The strength of the cyanide solutions is tested by silver nitrate, using 10 c.c. of the strong and weak solutions respectively (diluted to about 100 c.c. with water) and taking 100 c.c. of wash-water undiluted. In each case a few drops of a 5 per cent, solution of potassium iodide are added. When the titration is done very rapidly and carried to a pronounced opalescence, this method in the hands of ordinary tankmen gives results fair enough for comparison in commercial millwork.
As a careful check is kept on all the ore and solution in every stage of the treatment, the number of gold and silver assays and other determinations on control samples, headings, tailings, “ finals,” flue dust, bag dust, slimes, gold bullion, lead bullion, slags, sweepings and solutions is necessarily very large.
Strong and weak solutions are assayed for gold by evaporating 1 A.T. in a small lead tray and then scorifying and cupelling the tray; but this method does not give satisfactory amounts to weigh in the case of wash-waters. If 20 or 30 A.T. are taken for evaporation, it must be begun in glass or porcelain vessels and finished in a lead tray after having been very carefully transferred. This entails much tedious work if some 15 or 20 determinations are required per day. Two rapid methods have been devised and used at Cyanide for this determination.
In one method a reagent of zinc dust coated with lead is prepared as follows:
500 grammes of zinc dust known as “ blue powder ” are mixed with water; to this is added an aqueous solution of 25 grammes of lead acetate, and the whole thoroughly stirred. When the zinc becomes coated with lead 20 A.T. of wash-water are placed in a bottle, and to this is added about 10 grams (usually measured in a wooden mustard spoon) of the lead-zinc mud. The solution is agitated in the bottle for an hour or more, the lead-zinc mud allowed to settle, and all but 50 c.c. of the solution decanted through a filter leaving the lead-zinc in the bottle. Ten c.c. of oil of vitriol are added, and, when all action has ceased, the residue is thrown into the same filter and washed with water. When drained, the wet filter and residue are placed on a large scorifier with 15 grams of sand, burnt in the front of the muffle furnace, and then assayed by the fusion method. This gives very good results if the “ blue mud ” is in excess, and if not too much zinc is left in the residue to be fluxed off with the sand.
In the second method 20 A.T. of “ wash-water ” are placed in a large beaker, and 10 to 15 grammes of the dry “blue powder ” are shaken into it from the tip of a spatula, 50 or 75 c.c of strong commercial H2SO4 are added and the whole vigorously stirred and allowed to stand for one hour, or until all decided action has ceased. The contents of the beaker are then filtered, the residue is washed, and the wet filter is burnt on a scorifier with ½ A.T. sand and fused in a small crucible with litharge, soda carbonate, borax, and fluorspar, and the assay finished in the ordinary way. This method has been found to give very fair results with the “ wash-water ” solutions, and, besides not taking very long, allows of a large number of determinations being made at the same time.
These methods are technical methods, in which extreme rapidity is aimed at rather than extreme accuracy. However, they give fairly good comparative results.
All the methods in use at this mill have stood the test of time, and some of the modifications in the practice now employed are kept secret, a necessary consequence of the close competition of other custom mills in the district.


### YOUR TASK
Hunt through the lines below for the string "dans" and copy each one that has it.
=====
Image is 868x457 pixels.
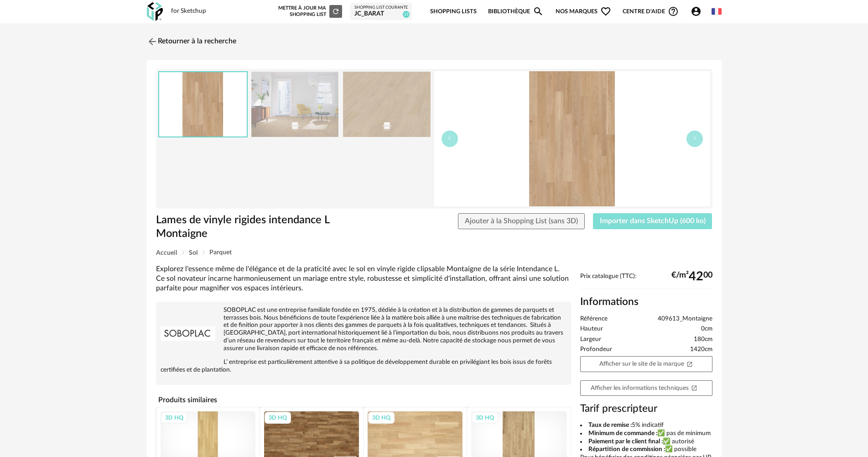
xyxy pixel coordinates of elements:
[209,249,232,256] span: Parquet
[556,1,611,22] span: Nos marques
[712,6,722,16] img: fr
[581,315,608,323] span: Référence
[189,250,198,256] span: Sol
[265,412,291,424] div: 3D HQ
[276,5,342,18] div: Mettre à jour ma Shopping List
[147,36,158,47] img: svg+xml;base64,PHN2ZyB3aWR0aD0iMjQiIGhlaWdodD0iMjQiIHZpZXdCb3g9IjAgMCAyNCAyNCIgZmlsbD0ibm9uZSIgeG...
[691,6,702,17] span: Account Circle icon
[147,31,236,52] a: Retourner à la recherche
[354,10,408,18] div: JC_Barat
[435,71,710,206] img: thumbnail.png
[581,272,713,289] div: Prix catalogue (TTC):
[251,72,339,137] img: IntendanceMontaigneGood3jpg_673ddcbf48e8f.jpg
[156,393,571,407] h4: Produits similaires
[691,6,706,17] span: Account Circle icon
[581,380,713,396] a: Afficher les informations techniquesOpen In New icon
[581,335,602,344] span: Largeur
[589,438,663,445] b: Paiement par le client final :
[581,438,713,446] li: ✅ autorisé
[581,325,603,334] span: Hauteur
[581,295,713,309] h2: Informations
[533,6,544,17] span: Magnify icon
[354,5,408,10] div: Shopping List courante
[581,402,713,416] h3: Tarif prescripteur
[589,430,657,437] b: Minimum de commande :
[581,445,713,454] li: ✅ possible
[600,217,706,225] span: Importer dans SketchUp (600 ko)
[668,6,679,17] span: Help Circle Outline icon
[431,1,477,22] a: Shopping Lists
[581,356,713,372] a: Afficher sur le site de la marqueOpen In New icon
[591,385,698,391] span: Afficher les informations techniques
[488,1,544,22] a: BibliothèqueMagnify icon
[701,325,713,334] span: 0cm
[171,8,206,16] div: for Sketchup
[159,72,247,136] img: thumbnail.png
[623,6,679,17] span: Centre d'aideHelp Circle Outline icon
[368,412,394,424] div: 3D HQ
[161,359,567,374] p: L’ entreprise est particulièrement attentive à sa politique de développement durable en privilégi...
[343,72,431,137] img: IntendanceMontaigneGoodjpg_6638e47f30fb0.jpg
[156,250,177,256] span: Accueil
[581,421,713,430] li: 5% indicatif
[589,422,632,428] b: Taux de remise :
[354,5,408,18] a: Shopping List courante JC_Barat 23
[686,360,693,367] span: Open In New icon
[581,430,713,438] li: ✅ pas de minimum
[691,346,713,354] span: 1420cm
[161,412,187,424] div: 3D HQ
[691,384,698,391] span: Open In New icon
[694,335,713,344] span: 180cm
[156,264,571,293] div: Explorez l'essence même de l'élégance et de la praticité avec le sol en vinyle rigide clipsable M...
[161,306,215,361] img: brand logo
[332,9,340,14] span: Refresh icon
[458,213,585,229] button: Ajouter à la Shopping List (sans 3D)
[600,6,611,17] span: Heart Outline icon
[147,2,163,21] img: OXP
[465,217,578,225] span: Ajouter à la Shopping List (sans 3D)
[689,273,703,281] span: 42
[581,346,613,354] span: Profondeur
[403,11,410,18] span: 23
[156,249,713,256] div: Breadcrumb
[156,213,383,241] h1: Lames de vinyle rigides intendance L Montaigne
[658,315,713,323] span: 409613_Montaigne
[671,273,713,281] div: €/m² 00
[161,306,567,352] p: SOBOPLAC est une entreprise familiale fondée en 1975, dédiée à la création et à la distribution d...
[472,412,498,424] div: 3D HQ
[593,213,713,229] button: Importer dans SketchUp (600 ko)
[589,446,665,452] b: Répartition de commission :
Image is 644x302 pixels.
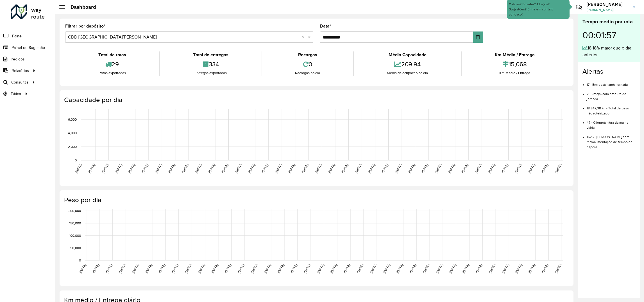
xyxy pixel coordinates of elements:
text: [DATE] [396,263,404,274]
text: [DATE] [369,263,377,274]
text: [DATE] [554,263,562,274]
div: 18,18% maior que o dia anterior [583,45,635,58]
span: Painel [12,33,22,39]
div: Entregas exportadas [161,70,260,76]
text: [DATE] [88,163,96,174]
div: Total de rotas [66,52,158,58]
text: [DATE] [541,163,549,174]
text: [DATE] [78,263,86,274]
text: [DATE] [354,163,362,174]
div: Média Capacidade [355,52,460,58]
text: [DATE] [343,263,351,274]
text: [DATE] [462,263,470,274]
div: Km Médio / Entrega [463,70,566,76]
text: [DATE] [274,163,282,174]
span: Pedidos [11,56,25,62]
text: [DATE] [541,263,549,274]
text: [DATE] [197,263,206,274]
text: [DATE] [105,263,113,274]
text: [DATE] [528,263,536,274]
text: 6,000 [68,118,77,121]
text: [DATE] [277,263,285,274]
span: Consultas [11,79,28,85]
text: [DATE] [114,163,122,174]
text: [DATE] [250,263,258,274]
span: Relatórios [12,68,29,74]
li: 17 - Entrega(s) após jornada [587,78,635,87]
text: [DATE] [434,163,442,174]
text: [DATE] [92,263,100,274]
text: [DATE] [448,263,457,274]
text: [DATE] [144,263,153,274]
li: 1626 - [PERSON_NAME] sem retroalimentação de tempo de espera [587,130,635,150]
text: [DATE] [501,163,509,174]
div: 334 [161,58,260,70]
span: Painel de Sugestão [12,45,45,51]
text: [DATE] [448,163,455,174]
li: 47 - Cliente(s) fora da malha viária [587,116,635,130]
text: [DATE] [181,163,189,174]
text: [DATE] [237,263,245,274]
li: 18.847,38 kg - Total de peso não roteirizado [587,101,635,116]
text: [DATE] [154,163,162,174]
text: [DATE] [141,163,149,174]
text: [DATE] [171,263,179,274]
text: [DATE] [234,163,242,174]
text: [DATE] [221,163,229,174]
div: Recargas [264,52,352,58]
text: [DATE] [514,263,523,274]
div: 0 [264,58,352,70]
text: [DATE] [527,163,536,174]
text: [DATE] [208,163,216,174]
text: [DATE] [501,263,509,274]
h3: [PERSON_NAME] [587,2,629,7]
h4: Capacidade por dia [64,96,568,104]
text: 2,000 [68,145,77,148]
text: 50,000 [70,246,81,250]
text: [DATE] [101,163,109,174]
text: [DATE] [328,163,335,174]
div: Rotas exportadas [66,70,158,76]
text: 200,000 [68,209,81,213]
label: Filtrar por depósito [65,23,105,29]
text: [DATE] [194,163,202,174]
div: Tempo médio por rota [583,18,635,26]
text: 150,000 [69,221,81,225]
a: Contato Rápido [573,1,585,13]
text: [DATE] [118,263,126,274]
text: [DATE] [224,263,232,274]
text: [DATE] [290,263,298,274]
text: [DATE] [407,163,416,174]
label: Data [320,23,331,29]
text: 0 [79,258,81,262]
div: 29 [66,58,158,70]
text: 0 [75,158,77,162]
h4: Alertas [583,67,635,76]
text: [DATE] [356,263,364,274]
h2: Dashboard [65,4,96,10]
div: Total de entregas [161,52,260,58]
text: [DATE] [211,263,219,274]
text: [DATE] [488,263,496,274]
text: [DATE] [74,163,82,174]
text: [DATE] [514,163,522,174]
text: [DATE] [131,263,140,274]
text: [DATE] [382,263,391,274]
text: [DATE] [301,163,309,174]
text: [DATE] [409,263,417,274]
text: [DATE] [329,263,338,274]
span: [PERSON_NAME] [587,7,629,12]
li: 2 - Rota(s) com estouro de jornada [587,87,635,101]
text: [DATE] [394,163,402,174]
text: [DATE] [475,263,483,274]
text: [DATE] [341,163,349,174]
span: Tático [11,91,21,97]
div: Recargas no dia [264,70,352,76]
text: [DATE] [247,163,256,174]
span: Clear all [301,34,306,40]
div: 00:01:57 [583,26,635,45]
text: [DATE] [474,163,482,174]
div: Km Médio / Entrega [463,52,566,58]
button: Choose Date [473,32,483,43]
h4: Peso por dia [64,196,568,204]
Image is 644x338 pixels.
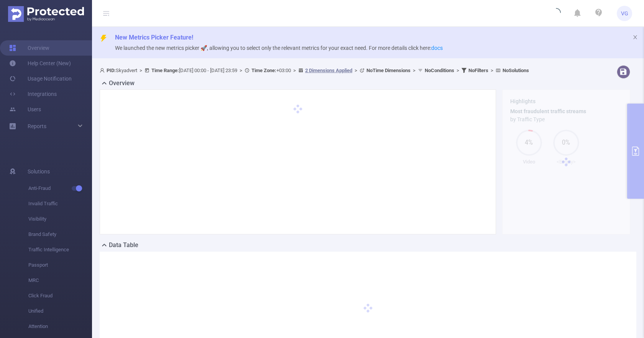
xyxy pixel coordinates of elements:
span: > [352,68,360,74]
b: No Conditions [425,68,454,74]
b: Time Zone: [251,68,276,74]
a: Reports [27,118,46,134]
b: No Time Dimensions [367,68,411,74]
span: > [411,68,418,74]
span: Reports [27,123,46,130]
a: Help Center (New) [9,56,71,71]
span: > [291,68,298,74]
a: Users [9,102,41,117]
i: icon: loading [552,8,561,19]
span: > [454,68,462,74]
span: Unified [28,304,92,319]
span: > [237,68,245,74]
span: Solutions [27,164,50,179]
a: Overview [9,40,49,56]
i: icon: user [99,68,106,73]
span: Invalid Traffic [28,196,92,212]
a: Integrations [9,86,57,102]
span: Skyadvert [DATE] 00:00 - [DATE] 23:59 +03:00 [99,68,529,74]
u: 2 Dimensions Applied [305,68,352,74]
a: docs [431,45,443,51]
span: We launched the new metrics picker 🚀, allowing you to select only the relevant metrics for your e... [115,45,443,51]
b: PID: [106,68,116,74]
span: Brand Safety [28,226,92,242]
b: Time Range: [151,68,179,74]
span: Visibility [28,212,92,226]
button: icon: close [633,33,638,42]
span: Anti-Fraud [28,180,92,196]
b: No Solutions [503,68,529,74]
i: icon: thunderbolt [99,34,107,42]
span: Traffic Intelligence [28,242,92,258]
span: Click Fraud [28,288,92,304]
span: Passport [28,258,92,273]
h2: Data Table [109,240,138,250]
b: No Filters [469,68,489,74]
span: New Metrics Picker Feature! [115,34,193,41]
span: > [489,68,496,74]
span: Attention [28,319,92,334]
img: Protected Media [8,6,84,22]
a: Usage Notification [9,71,71,86]
h2: Overview [109,78,134,88]
span: VG [621,6,629,21]
span: MRC [28,273,92,288]
i: icon: close [633,34,638,40]
span: > [137,68,144,74]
=====
### ANSWER
[600,217,706,225] span: Importer dans SketchUp (600 ko)
[593,213,713,229] button: Importer dans SketchUp (600 ko)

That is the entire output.